The copy must hold every line from the one with "This screenshot has" through the end of the listing, word for word, and must hold no pictures.
━━━━━━━━
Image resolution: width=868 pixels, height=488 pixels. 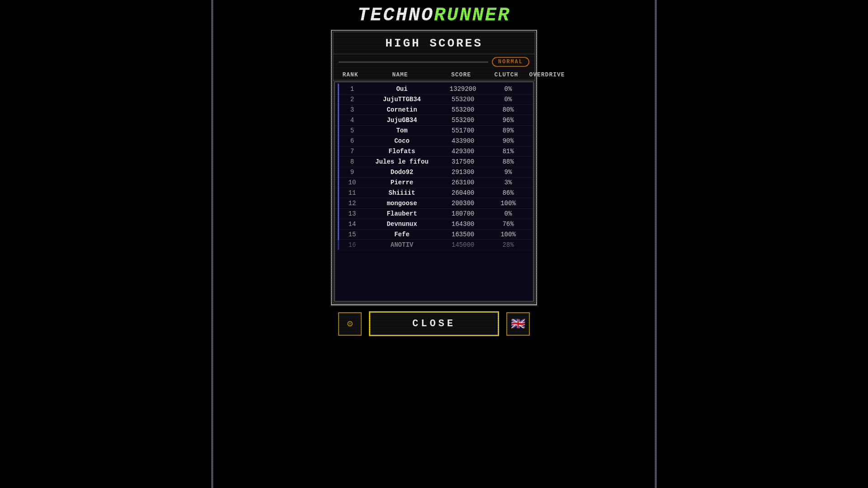 I want to click on table-row: 4 JujuGB34 553200 96% 0%, so click(x=434, y=120).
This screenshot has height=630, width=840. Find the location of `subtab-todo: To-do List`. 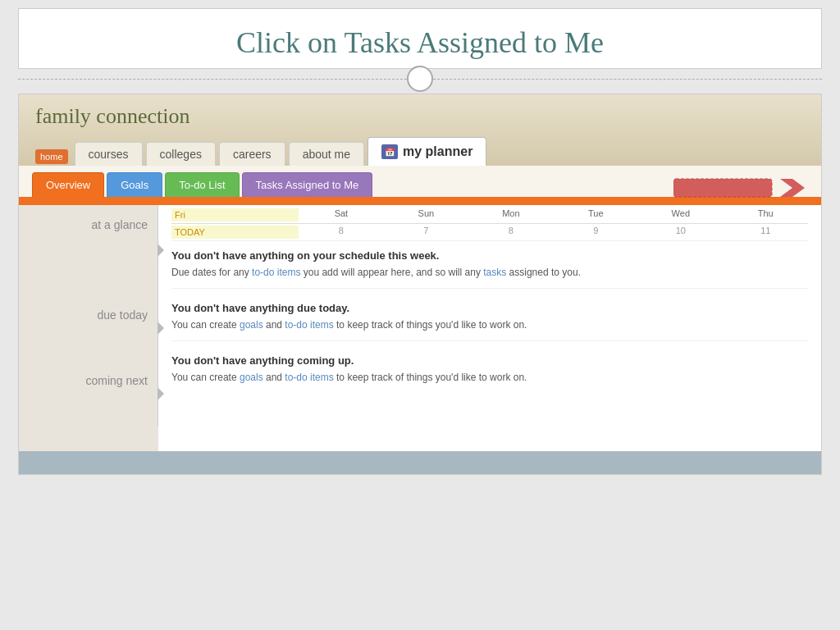

subtab-todo: To-do List is located at coordinates (202, 185).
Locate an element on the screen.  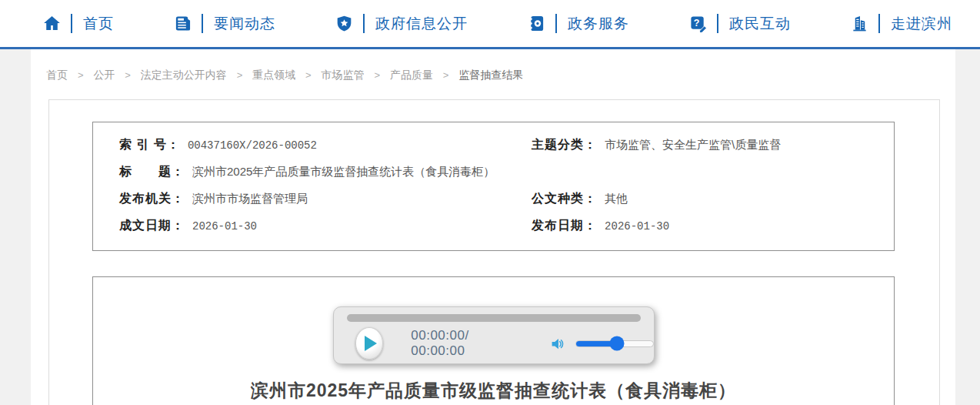
audio-progress-bar is located at coordinates (494, 318).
━━━━━━━━
*SOLUTION FOR THIS EXERCISE*:
This screenshot has height=630, width=840. Find the location of `subtab-todo: To-do List`. 

subtab-todo: To-do List is located at coordinates (202, 185).
Locate an element on the screen.  
audio-progress-bar is located at coordinates (494, 318).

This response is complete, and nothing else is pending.